Every other Saturday for 41 years, the word “Machynlleth” would alert nature-lovers to Bill Condry’s latest dispatch for the Guardian’s country diary. His milltir sgwâr – “square mile” – was the RSPB’s Ynys-hir nature reserve, of which he was warden.
On my way north this week, I turned in here. While there, two ravens quarrelled
with a red kite overhead; indeed, Bill’s work for the red kite committee helped a great deal towards the survival of the species in Wales. I parked in the field by the last gate before the Ynys Edwin cottage, where I’d visited Bill and Penny Condry so many times over the years.
They’re both gone now, Bill in 1998, Penny earlier this month at the age of 102. They were intense repositories of local nature lore from the postwar era, benign and humorous in their recall of those whom Penny termed “the bottoms-up brigade” – her fellow naturalists who’d never neglected an opportunity to get down on their knees to examine whatever caught their attention. Time spent with either of them was educative in the best and wisest sense, and the world seems a poorer place for their passing.
But the landscape is richer for their having been here. They enhanced it in the interests of wildlife, and had large freshwater pools with complex shorelines excavated on the reserve for nesting waders. Redshanks scolded as I sauntered past this week.
The natural world became accustomed to the Condry presence here and kept its eye on them. Each time Penny, a fine botanist, walked out of Ynys Edwin’s door to tend her garden, she looked across at a stand of Caledonian pine in which herons nested noisily and where white owls roosted against the red trunks.
I see one of them now, ghosting across the marsh, following the line of a ditch. No, this would not have been one of those that Bill and Penny saw a quarter century and more ago. Only in Welsh legend is the owl’s longevity remarkable. But their owls were probably this owl’s forebears several generations removed. The Condrys would have watched the same behaviour, and they helped protect the owls’ presence and continuity in this blessed place.
Whenever I come here, which is less frequent these days, I tip my hat to the owls, which somehow are an apt symbol of protective and sympathetic human presence here.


* [TRY IT]
Nothing but an exact reproduction of the records, pictures excluded, should be returned.

--- THE RECORDS Enclosed Below ---

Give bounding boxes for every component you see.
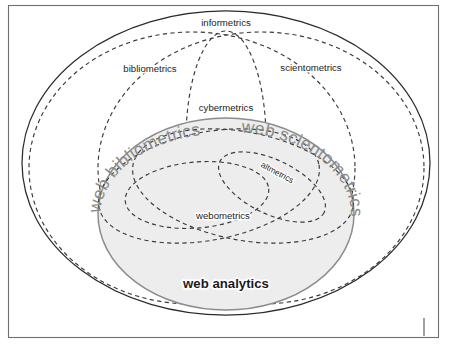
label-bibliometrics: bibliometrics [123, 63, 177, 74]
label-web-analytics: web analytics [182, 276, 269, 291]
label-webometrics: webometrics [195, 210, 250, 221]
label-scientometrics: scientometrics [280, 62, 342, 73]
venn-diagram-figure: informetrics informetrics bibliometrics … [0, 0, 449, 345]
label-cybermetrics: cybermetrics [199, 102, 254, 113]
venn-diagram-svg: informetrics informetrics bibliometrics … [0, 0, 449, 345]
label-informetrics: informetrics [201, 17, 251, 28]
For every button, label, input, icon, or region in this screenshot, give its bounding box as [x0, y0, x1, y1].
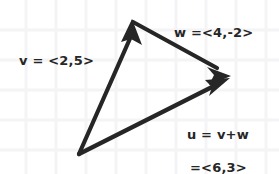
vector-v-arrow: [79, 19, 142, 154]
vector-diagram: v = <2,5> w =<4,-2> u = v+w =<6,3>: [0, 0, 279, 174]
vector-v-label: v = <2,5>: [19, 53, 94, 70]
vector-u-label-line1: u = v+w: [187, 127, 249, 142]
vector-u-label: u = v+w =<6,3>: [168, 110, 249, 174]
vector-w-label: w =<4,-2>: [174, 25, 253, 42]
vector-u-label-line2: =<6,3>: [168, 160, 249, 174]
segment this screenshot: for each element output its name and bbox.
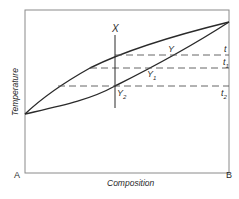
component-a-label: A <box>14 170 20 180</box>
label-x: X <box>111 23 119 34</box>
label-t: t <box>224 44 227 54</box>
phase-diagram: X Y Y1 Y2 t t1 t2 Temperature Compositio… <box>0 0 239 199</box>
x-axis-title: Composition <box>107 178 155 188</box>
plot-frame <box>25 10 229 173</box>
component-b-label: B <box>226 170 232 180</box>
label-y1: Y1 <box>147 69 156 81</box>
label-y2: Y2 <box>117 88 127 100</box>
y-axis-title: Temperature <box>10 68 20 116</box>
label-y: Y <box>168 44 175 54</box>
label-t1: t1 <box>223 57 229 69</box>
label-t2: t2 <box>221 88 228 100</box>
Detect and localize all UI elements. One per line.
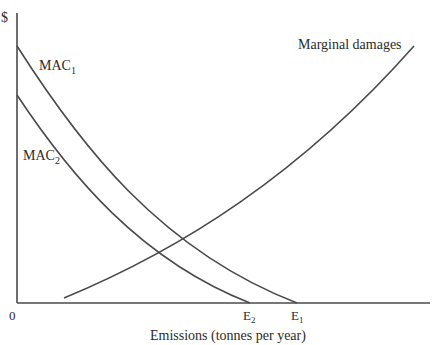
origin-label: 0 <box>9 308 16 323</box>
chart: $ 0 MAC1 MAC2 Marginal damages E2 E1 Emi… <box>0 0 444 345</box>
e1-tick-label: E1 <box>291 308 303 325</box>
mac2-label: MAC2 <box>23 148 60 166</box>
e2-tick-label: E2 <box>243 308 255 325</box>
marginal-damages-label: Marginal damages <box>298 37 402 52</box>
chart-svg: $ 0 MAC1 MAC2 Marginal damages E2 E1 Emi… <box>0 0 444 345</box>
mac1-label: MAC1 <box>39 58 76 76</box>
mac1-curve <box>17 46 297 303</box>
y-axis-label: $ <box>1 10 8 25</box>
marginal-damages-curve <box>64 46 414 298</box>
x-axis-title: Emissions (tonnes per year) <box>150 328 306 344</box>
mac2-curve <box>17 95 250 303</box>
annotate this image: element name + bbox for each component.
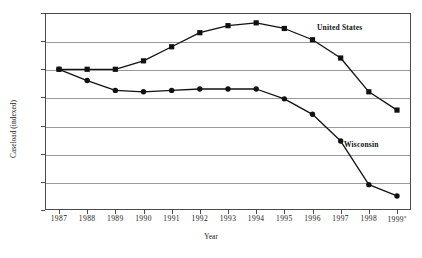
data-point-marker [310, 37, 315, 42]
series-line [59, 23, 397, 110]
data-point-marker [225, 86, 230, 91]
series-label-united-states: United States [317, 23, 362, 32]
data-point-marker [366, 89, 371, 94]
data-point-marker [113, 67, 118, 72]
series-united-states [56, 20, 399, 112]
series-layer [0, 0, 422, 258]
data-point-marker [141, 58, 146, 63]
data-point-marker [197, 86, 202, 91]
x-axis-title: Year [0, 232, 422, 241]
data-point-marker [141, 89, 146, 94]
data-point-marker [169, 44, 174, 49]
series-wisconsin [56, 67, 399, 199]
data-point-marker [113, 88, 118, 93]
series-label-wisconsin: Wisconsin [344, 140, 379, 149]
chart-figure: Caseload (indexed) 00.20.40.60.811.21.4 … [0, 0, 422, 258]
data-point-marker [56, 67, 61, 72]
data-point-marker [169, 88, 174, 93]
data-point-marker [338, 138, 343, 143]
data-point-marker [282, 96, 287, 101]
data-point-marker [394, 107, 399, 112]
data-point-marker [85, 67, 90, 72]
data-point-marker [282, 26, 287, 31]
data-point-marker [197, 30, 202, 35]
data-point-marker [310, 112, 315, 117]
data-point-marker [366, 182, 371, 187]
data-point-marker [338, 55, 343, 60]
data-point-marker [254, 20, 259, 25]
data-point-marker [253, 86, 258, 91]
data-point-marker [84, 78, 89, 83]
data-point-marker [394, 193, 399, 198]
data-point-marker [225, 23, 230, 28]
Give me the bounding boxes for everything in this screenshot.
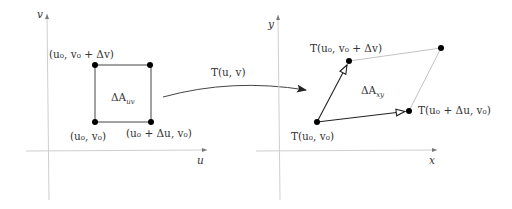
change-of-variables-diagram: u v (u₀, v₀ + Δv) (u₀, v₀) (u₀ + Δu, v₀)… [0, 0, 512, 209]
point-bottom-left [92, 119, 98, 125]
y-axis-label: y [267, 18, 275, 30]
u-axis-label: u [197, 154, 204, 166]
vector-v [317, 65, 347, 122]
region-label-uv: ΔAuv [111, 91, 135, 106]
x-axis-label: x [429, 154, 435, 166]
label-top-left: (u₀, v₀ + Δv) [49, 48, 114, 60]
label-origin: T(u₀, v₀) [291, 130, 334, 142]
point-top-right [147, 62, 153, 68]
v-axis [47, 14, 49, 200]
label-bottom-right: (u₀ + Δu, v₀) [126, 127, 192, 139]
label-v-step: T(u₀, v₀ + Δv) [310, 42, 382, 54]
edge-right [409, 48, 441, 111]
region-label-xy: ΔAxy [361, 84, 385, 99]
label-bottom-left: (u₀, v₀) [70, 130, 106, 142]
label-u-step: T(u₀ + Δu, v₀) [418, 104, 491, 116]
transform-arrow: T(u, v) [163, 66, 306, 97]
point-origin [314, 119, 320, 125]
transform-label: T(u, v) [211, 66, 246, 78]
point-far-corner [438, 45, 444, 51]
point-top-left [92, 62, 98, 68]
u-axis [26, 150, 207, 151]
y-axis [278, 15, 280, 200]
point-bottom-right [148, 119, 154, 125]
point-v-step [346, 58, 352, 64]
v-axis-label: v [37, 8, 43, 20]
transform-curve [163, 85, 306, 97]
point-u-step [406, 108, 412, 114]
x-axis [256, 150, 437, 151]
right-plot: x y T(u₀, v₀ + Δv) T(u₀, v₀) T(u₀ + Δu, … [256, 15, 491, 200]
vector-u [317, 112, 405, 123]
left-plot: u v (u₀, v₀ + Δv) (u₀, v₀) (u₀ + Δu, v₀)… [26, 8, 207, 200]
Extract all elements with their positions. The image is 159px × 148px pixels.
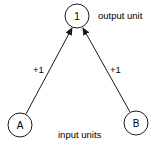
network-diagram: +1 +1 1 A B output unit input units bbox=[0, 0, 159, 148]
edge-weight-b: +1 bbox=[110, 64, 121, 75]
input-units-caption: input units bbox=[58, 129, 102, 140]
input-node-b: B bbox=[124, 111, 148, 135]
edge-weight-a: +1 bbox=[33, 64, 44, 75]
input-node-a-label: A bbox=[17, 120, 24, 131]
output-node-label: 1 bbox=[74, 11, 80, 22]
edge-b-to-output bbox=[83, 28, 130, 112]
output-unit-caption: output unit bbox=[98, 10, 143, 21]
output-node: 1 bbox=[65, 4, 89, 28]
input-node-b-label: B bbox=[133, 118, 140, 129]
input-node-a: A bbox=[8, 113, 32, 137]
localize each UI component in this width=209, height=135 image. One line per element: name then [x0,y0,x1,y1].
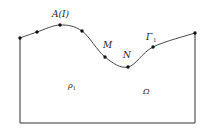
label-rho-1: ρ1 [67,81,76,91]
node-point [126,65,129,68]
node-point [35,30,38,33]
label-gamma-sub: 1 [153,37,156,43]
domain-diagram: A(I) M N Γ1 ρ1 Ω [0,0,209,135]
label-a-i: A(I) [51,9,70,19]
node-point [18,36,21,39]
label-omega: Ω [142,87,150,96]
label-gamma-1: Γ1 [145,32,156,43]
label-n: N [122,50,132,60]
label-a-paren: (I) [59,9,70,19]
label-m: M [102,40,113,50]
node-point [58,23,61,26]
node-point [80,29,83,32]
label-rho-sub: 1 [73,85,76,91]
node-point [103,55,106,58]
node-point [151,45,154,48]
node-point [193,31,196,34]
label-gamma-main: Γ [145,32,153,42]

--- End of Enclosed THE RECORDS ---

* [EXPECTED ANSWER]
Give bounding boxes for every component you see.
label-bibliometrics: bibliometrics [123, 63, 177, 74]
label-web-analytics: web analytics [182, 276, 269, 291]
label-webometrics: webometrics [195, 210, 250, 221]
label-scientometrics: scientometrics [280, 62, 342, 73]
venn-diagram-figure: informetrics informetrics bibliometrics … [0, 0, 449, 345]
label-cybermetrics: cybermetrics [199, 102, 254, 113]
venn-diagram-svg: informetrics informetrics bibliometrics … [0, 0, 449, 345]
label-informetrics: informetrics [201, 17, 251, 28]
For every button, label, input, icon, or region in this screenshot, give its bounding box as [x0, y0, x1, y1].
vector-v-arrow: [79, 19, 142, 154]
vector-diagram: v = <2,5> w =<4,-2> u = v+w =<6,3>: [0, 0, 279, 174]
vector-v-label: v = <2,5>: [19, 53, 94, 70]
vector-u-label-line1: u = v+w: [187, 127, 249, 142]
vector-u-label: u = v+w =<6,3>: [168, 110, 249, 174]
vector-w-label: w =<4,-2>: [174, 25, 253, 42]
vector-u-label-line2: =<6,3>: [168, 160, 249, 174]
segment this screenshot: for each element output its name and bbox.
component-a-label: A <box>14 170 20 180</box>
label-x: X <box>111 23 119 34</box>
label-t: t <box>224 44 227 54</box>
phase-diagram: X Y Y1 Y2 t t1 t2 Temperature Compositio… <box>0 0 239 199</box>
x-axis-title: Composition <box>107 178 155 188</box>
plot-frame <box>25 10 229 173</box>
component-b-label: B <box>226 170 232 180</box>
label-y1: Y1 <box>147 69 156 81</box>
label-y2: Y2 <box>117 88 127 100</box>
y-axis-title: Temperature <box>10 68 20 116</box>
label-y: Y <box>168 44 175 54</box>
label-t1: t1 <box>223 57 229 69</box>
label-t2: t2 <box>221 88 228 100</box>
Detect and localize all UI elements. One per line.
origin-label: 0 <box>9 308 16 323</box>
chart: $ 0 MAC1 MAC2 Marginal damages E2 E1 Emi… <box>0 0 444 345</box>
e1-tick-label: E1 <box>291 308 303 325</box>
mac2-label: MAC2 <box>23 148 60 166</box>
e2-tick-label: E2 <box>243 308 255 325</box>
marginal-damages-label: Marginal damages <box>298 37 402 52</box>
chart-svg: $ 0 MAC1 MAC2 Marginal damages E2 E1 Emi… <box>0 0 444 345</box>
mac1-label: MAC1 <box>39 58 76 76</box>
mac1-curve <box>17 46 297 303</box>
y-axis-label: $ <box>1 10 8 25</box>
marginal-damages-curve <box>64 46 414 298</box>
x-axis-title: Emissions (tonnes per year) <box>150 328 306 344</box>
mac2-curve <box>17 95 250 303</box>
annotate this image: element name + bbox for each component.
data-point-marker [310, 37, 315, 42]
series-line [59, 23, 397, 110]
data-point-marker [225, 86, 230, 91]
series-label-united-states: United States [317, 23, 362, 32]
data-point-marker [366, 89, 371, 94]
data-point-marker [113, 67, 118, 72]
series-united-states [56, 20, 399, 112]
series-layer [0, 0, 422, 258]
data-point-marker [141, 58, 146, 63]
data-point-marker [197, 86, 202, 91]
x-axis-title: Year [0, 232, 422, 241]
data-point-marker [141, 89, 146, 94]
data-point-marker [169, 44, 174, 49]
series-wisconsin [56, 67, 399, 199]
data-point-marker [113, 88, 118, 93]
series-label-wisconsin: Wisconsin [344, 140, 379, 149]
chart-figure: Caseload (indexed) 00.20.40.60.811.21.4 … [0, 0, 422, 258]
data-point-marker [56, 67, 61, 72]
data-point-marker [169, 88, 174, 93]
data-point-marker [338, 138, 343, 143]
data-point-marker [282, 96, 287, 101]
data-point-marker [394, 107, 399, 112]
data-point-marker [85, 67, 90, 72]
data-point-marker [282, 26, 287, 31]
data-point-marker [197, 30, 202, 35]
data-point-marker [310, 112, 315, 117]
data-point-marker [366, 182, 371, 187]
data-point-marker [338, 55, 343, 60]
data-point-marker [254, 20, 259, 25]
data-point-marker [253, 86, 258, 91]
data-point-marker [84, 78, 89, 83]
data-point-marker [394, 193, 399, 198]
data-point-marker [225, 23, 230, 28]
Give me the bounding boxes for everything in this screenshot.
change-of-variables-diagram: u v (u₀, v₀ + Δv) (u₀, v₀) (u₀ + Δu, v₀)… [0, 0, 512, 209]
point-bottom-left [92, 119, 98, 125]
y-axis-label: y [267, 18, 275, 30]
u-axis-label: u [197, 154, 204, 166]
vector-v [317, 65, 347, 122]
region-label-uv: ΔAuv [111, 91, 135, 106]
x-axis-label: x [429, 154, 435, 166]
label-top-left: (u₀, v₀ + Δv) [49, 48, 114, 60]
label-origin: T(u₀, v₀) [291, 130, 334, 142]
point-top-right [147, 62, 153, 68]
v-axis [47, 14, 49, 200]
label-bottom-right: (u₀ + Δu, v₀) [126, 127, 192, 139]
label-v-step: T(u₀, v₀ + Δv) [310, 42, 382, 54]
edge-right [409, 48, 441, 111]
region-label-xy: ΔAxy [361, 84, 385, 99]
label-bottom-left: (u₀, v₀) [70, 130, 106, 142]
label-u-step: T(u₀ + Δu, v₀) [418, 104, 491, 116]
transform-arrow: T(u, v) [163, 66, 306, 97]
point-origin [314, 119, 320, 125]
transform-label: T(u, v) [211, 66, 246, 78]
point-far-corner [438, 45, 444, 51]
point-top-left [92, 62, 98, 68]
u-axis [26, 150, 207, 151]
y-axis [278, 15, 280, 200]
point-bottom-right [148, 119, 154, 125]
point-v-step [346, 58, 352, 64]
v-axis-label: v [37, 8, 43, 20]
transform-curve [163, 85, 306, 97]
point-u-step [406, 108, 412, 114]
x-axis [256, 150, 437, 151]
right-plot: x y T(u₀, v₀ + Δv) T(u₀, v₀) T(u₀ + Δu, … [256, 15, 491, 200]
vector-u [317, 112, 405, 123]
left-plot: u v (u₀, v₀ + Δv) (u₀, v₀) (u₀ + Δu, v₀)… [26, 8, 207, 200]
Extract all elements with their positions. The image is 159px × 148px pixels.
network-diagram: +1 +1 1 A B output unit input units bbox=[0, 0, 159, 148]
edge-weight-b: +1 bbox=[110, 64, 121, 75]
input-units-caption: input units bbox=[58, 129, 102, 140]
input-node-b: B bbox=[124, 111, 148, 135]
edge-weight-a: +1 bbox=[33, 64, 44, 75]
input-node-a-label: A bbox=[17, 120, 24, 131]
output-node-label: 1 bbox=[74, 11, 80, 22]
edge-b-to-output bbox=[83, 28, 130, 112]
output-unit-caption: output unit bbox=[98, 10, 143, 21]
output-node: 1 bbox=[65, 4, 89, 28]
input-node-b-label: B bbox=[133, 118, 140, 129]
input-node-a: A bbox=[8, 113, 32, 137]
localize each UI component in this width=209, height=135 image. One line per element: name then [x0,y0,x1,y1].
label-rho-1: ρ1 [67,81,76,91]
node-point [126,65,129,68]
node-point [35,30,38,33]
label-gamma-sub: 1 [153,37,156,43]
domain-diagram: A(I) M N Γ1 ρ1 Ω [0,0,209,135]
label-a-i: A(I) [51,9,70,19]
node-point [18,36,21,39]
label-omega: Ω [142,87,150,96]
label-gamma-1: Γ1 [145,32,156,43]
label-n: N [122,50,132,60]
label-a-paren: (I) [59,9,70,19]
label-m: M [102,40,113,50]
node-point [58,23,61,26]
node-point [80,29,83,32]
label-rho-sub: 1 [73,85,76,91]
node-point [103,55,106,58]
node-point [151,45,154,48]
node-point [193,31,196,34]
label-gamma-main: Γ [145,32,153,42]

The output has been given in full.